City landscape at night

Finding New Life in Old Real Estate

While style trends often draw inspiration from the past, they often need some modernization to adapt to today’s lifestyle needs. The same goes for real estate properties that have been around for decades. Commercial properties developed as part of the post-WWII boom often have environmental issues, incongruent zoning or obsolete structures that do not meet contemporary standards. However, many of these properties are in high-demand urban environments and could be well-positioned to serve the modern-day populace. So, how can we make these aged assets chic again?

Redevelopment of commercial real estate property is booming in many metropolitan areas of the U.S., such as Atlanta, Boston, Chicago, Los Angeles and Washington, D.C. Land prices are surging, and industrial real estate rent prices have increased between 50 to 70% for areas like Greater Los Angeles and Greater Boston in just the last four years, according to data from CoStar Realty Information Inc. These are specific to redeveloped properties within a nine-mile area of the city center. Clearly, adaptive urban re-use is now in fashion.

There are many factors that have made older industrial properties ripe for redevelopment:

  1. Densification of cities: More and more consumers are now clustered in cities, increasing the demand for housing.
  2. Transition to e-commerce: Demand for warehouse space in/near these large population centers is growing rapidly.
  3. Understanding of environmental remediation: Contamination is no longer a showstopper but something that stakeholders can often work through.

The convergence of these factors with other socio economic shifts is fueling the need to relook at vacant facilities and underutilized buildings for opportunities to uncover hidden value by simply redeveloping them.

Traffic congestion, smaller average household size, urban amenities and creative redevelopment have resulted in a new appreciation for some of our oldest cities. Millennials and empty nesters especially are shunning the suburban lifestyle for the more enticing work/live/play environments of cities, pushing demand for apartments and affordable housing. Washington, D.C., alone has added over 10,000 multifamily units in the last 12 months.

At the same time, consumer spending habits are rapidly transitioning from suburban malls and strip shopping centers to the internet and at-home delivery.  Amazon and its many competitors are investing billions of dollars in perfecting same-day delivery service to these growing population centers. Vacancy rates for “last-mile” warehouses (defined as less than 200,000 square feet and within nine miles of the population center) in most cities are extremely low. Boston’s vacancy rate for last-mile warehouse is currently 3.7% and rental rates have increased 70% since 2015. Rental rates for warehouses in downtown Chicago have doubled since 2015.

The reauthorization of the Superfund Act in 1986 by the EPA expanded potential environmental liability from the originators of environmental contamination to the current property owners. The act created tremendous risk for developers and their lenders but spurred the growth of environmental consulting, research and development. This body of work has resulted in a much better understanding of environmental risks and lower-cost remediation standards in many instances. State and local governments have adapted to the new standards as well, creating programs to offset these remediation costs and lowering some of their “all-or-nothing” policies to hasten the renewal of blighted areas and to increase their tax base.

Market forces continue to push values higher for most classes of real estate, as environmental regulations for legacy assets continue to moderate. Each market and each property is different. Understanding demand drivers, local development processes and the impact of environmental impairments on commercial real estate property can often transform a generational corporate liability into a real productive asset.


Your task => Write out the data exactly, every line included.
____
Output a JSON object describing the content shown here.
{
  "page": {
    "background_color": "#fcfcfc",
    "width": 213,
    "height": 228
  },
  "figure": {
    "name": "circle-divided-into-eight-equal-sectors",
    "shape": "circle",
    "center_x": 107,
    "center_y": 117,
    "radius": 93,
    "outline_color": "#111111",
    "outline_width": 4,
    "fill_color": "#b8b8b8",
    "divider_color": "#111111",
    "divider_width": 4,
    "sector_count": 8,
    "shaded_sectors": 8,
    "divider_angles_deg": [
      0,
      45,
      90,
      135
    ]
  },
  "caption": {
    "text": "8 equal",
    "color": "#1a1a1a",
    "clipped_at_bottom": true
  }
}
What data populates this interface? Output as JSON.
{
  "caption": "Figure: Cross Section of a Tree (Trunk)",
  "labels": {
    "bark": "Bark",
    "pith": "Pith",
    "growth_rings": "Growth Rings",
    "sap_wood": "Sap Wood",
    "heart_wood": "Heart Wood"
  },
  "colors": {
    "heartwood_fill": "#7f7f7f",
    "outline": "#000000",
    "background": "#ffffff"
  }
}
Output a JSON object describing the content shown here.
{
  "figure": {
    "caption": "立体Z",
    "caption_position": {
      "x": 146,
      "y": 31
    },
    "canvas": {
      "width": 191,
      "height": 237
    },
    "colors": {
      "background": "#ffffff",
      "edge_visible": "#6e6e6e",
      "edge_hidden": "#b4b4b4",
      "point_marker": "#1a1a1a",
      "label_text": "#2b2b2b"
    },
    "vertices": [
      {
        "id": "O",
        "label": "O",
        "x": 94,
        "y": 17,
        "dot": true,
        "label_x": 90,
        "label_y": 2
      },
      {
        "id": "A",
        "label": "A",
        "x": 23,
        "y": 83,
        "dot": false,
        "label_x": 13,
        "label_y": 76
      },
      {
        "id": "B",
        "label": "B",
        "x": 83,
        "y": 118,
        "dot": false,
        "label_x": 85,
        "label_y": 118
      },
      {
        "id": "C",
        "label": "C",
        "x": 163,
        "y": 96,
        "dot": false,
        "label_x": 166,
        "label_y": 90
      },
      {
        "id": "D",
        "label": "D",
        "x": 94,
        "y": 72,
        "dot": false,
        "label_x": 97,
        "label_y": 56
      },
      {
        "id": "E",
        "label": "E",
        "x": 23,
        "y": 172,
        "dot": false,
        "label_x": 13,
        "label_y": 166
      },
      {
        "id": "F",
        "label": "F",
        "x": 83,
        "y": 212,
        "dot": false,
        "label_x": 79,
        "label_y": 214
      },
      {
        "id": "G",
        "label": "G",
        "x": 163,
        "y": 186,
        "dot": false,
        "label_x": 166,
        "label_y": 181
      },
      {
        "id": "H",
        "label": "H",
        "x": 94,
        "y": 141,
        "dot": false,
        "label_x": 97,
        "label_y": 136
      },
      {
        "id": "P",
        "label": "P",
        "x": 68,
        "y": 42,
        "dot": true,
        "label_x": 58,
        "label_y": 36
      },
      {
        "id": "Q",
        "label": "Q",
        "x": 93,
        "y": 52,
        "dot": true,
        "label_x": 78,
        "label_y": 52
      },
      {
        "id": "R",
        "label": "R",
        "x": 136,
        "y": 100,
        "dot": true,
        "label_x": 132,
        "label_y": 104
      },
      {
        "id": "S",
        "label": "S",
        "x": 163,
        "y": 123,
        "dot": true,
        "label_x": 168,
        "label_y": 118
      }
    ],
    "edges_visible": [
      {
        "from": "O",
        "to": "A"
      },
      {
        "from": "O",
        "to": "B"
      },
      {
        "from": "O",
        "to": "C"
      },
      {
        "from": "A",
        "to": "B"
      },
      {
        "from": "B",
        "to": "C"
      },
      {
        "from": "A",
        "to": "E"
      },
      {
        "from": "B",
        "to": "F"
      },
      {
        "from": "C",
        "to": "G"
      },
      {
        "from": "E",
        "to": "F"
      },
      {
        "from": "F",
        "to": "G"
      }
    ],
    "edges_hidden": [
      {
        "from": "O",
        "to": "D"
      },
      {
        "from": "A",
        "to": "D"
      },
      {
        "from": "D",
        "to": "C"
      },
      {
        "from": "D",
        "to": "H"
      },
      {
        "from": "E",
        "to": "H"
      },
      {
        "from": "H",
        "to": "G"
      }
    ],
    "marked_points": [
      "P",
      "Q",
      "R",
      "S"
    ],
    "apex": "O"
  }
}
____
Written response =>
Output a JSON object describing the content shown here.
{
  "page": {
    "background_color": "#fcfcfc",
    "width": 213,
    "height": 228
  },
  "figure": {
    "name": "circle-divided-into-eight-equal-sectors",
    "shape": "circle",
    "center_x": 107,
    "center_y": 117,
    "radius": 93,
    "outline_color": "#111111",
    "outline_width": 4,
    "fill_color": "#b8b8b8",
    "divider_color": "#111111",
    "divider_width": 4,
    "sector_count": 8,
    "shaded_sectors": 8,
    "divider_angles_deg": [
      0,
      45,
      90,
      135
    ]
  },
  "caption": {
    "text": "8 equal",
    "color": "#1a1a1a",
    "clipped_at_bottom": true
  }
}
What data populates this interface? Output as JSON.
{
  "caption": "Figure: Cross Section of a Tree (Trunk)",
  "labels": {
    "bark": "Bark",
    "pith": "Pith",
    "growth_rings": "Growth Rings",
    "sap_wood": "Sap Wood",
    "heart_wood": "Heart Wood"
  },
  "colors": {
    "heartwood_fill": "#7f7f7f",
    "outline": "#000000",
    "background": "#ffffff"
  }
}
Output a JSON object describing the content shown here.
{
  "figure": {
    "caption": "立体Z",
    "caption_position": {
      "x": 146,
      "y": 31
    },
    "canvas": {
      "width": 191,
      "height": 237
    },
    "colors": {
      "background": "#ffffff",
      "edge_visible": "#6e6e6e",
      "edge_hidden": "#b4b4b4",
      "point_marker": "#1a1a1a",
      "label_text": "#2b2b2b"
    },
    "vertices": [
      {
        "id": "O",
        "label": "O",
        "x": 94,
        "y": 17,
        "dot": true,
        "label_x": 90,
        "label_y": 2
      },
      {
        "id": "A",
        "label": "A",
        "x": 23,
        "y": 83,
        "dot": false,
        "label_x": 13,
        "label_y": 76
      },
      {
        "id": "B",
        "label": "B",
        "x": 83,
        "y": 118,
        "dot": false,
        "label_x": 85,
        "label_y": 118
      },
      {
        "id": "C",
        "label": "C",
        "x": 163,
        "y": 96,
        "dot": false,
        "label_x": 166,
        "label_y": 90
      },
      {
        "id": "D",
        "label": "D",
        "x": 94,
        "y": 72,
        "dot": false,
        "label_x": 97,
        "label_y": 56
      },
      {
        "id": "E",
        "label": "E",
        "x": 23,
        "y": 172,
        "dot": false,
        "label_x": 13,
        "label_y": 166
      },
      {
        "id": "F",
        "label": "F",
        "x": 83,
        "y": 212,
        "dot": false,
        "label_x": 79,
        "label_y": 214
      },
      {
        "id": "G",
        "label": "G",
        "x": 163,
        "y": 186,
        "dot": false,
        "label_x": 166,
        "label_y": 181
      },
      {
        "id": "H",
        "label": "H",
        "x": 94,
        "y": 141,
        "dot": false,
        "label_x": 97,
        "label_y": 136
      },
      {
        "id": "P",
        "label": "P",
        "x": 68,
        "y": 42,
        "dot": true,
        "label_x": 58,
        "label_y": 36
      },
      {
        "id": "Q",
        "label": "Q",
        "x": 93,
        "y": 52,
        "dot": true,
        "label_x": 78,
        "label_y": 52
      },
      {
        "id": "R",
        "label": "R",
        "x": 136,
        "y": 100,
        "dot": true,
        "label_x": 132,
        "label_y": 104
      },
      {
        "id": "S",
        "label": "S",
        "x": 163,
        "y": 123,
        "dot": true,
        "label_x": 168,
        "label_y": 118
      }
    ],
    "edges_visible": [
      {
        "from": "O",
        "to": "A"
      },
      {
        "from": "O",
        "to": "B"
      },
      {
        "from": "O",
        "to": "C"
      },
      {
        "from": "A",
        "to": "B"
      },
      {
        "from": "B",
        "to": "C"
      },
      {
        "from": "A",
        "to": "E"
      },
      {
        "from": "B",
        "to": "F"
      },
      {
        "from": "C",
        "to": "G"
      },
      {
        "from": "E",
        "to": "F"
      },
      {
        "from": "F",
        "to": "G"
      }
    ],
    "edges_hidden": [
      {
        "from": "O",
        "to": "D"
      },
      {
        "from": "A",
        "to": "D"
      },
      {
        "from": "D",
        "to": "C"
      },
      {
        "from": "D",
        "to": "H"
      },
      {
        "from": "E",
        "to": "H"
      },
      {
        "from": "H",
        "to": "G"
      }
    ],
    "marked_points": [
      "P",
      "Q",
      "R",
      "S"
    ],
    "apex": "O"
  }
}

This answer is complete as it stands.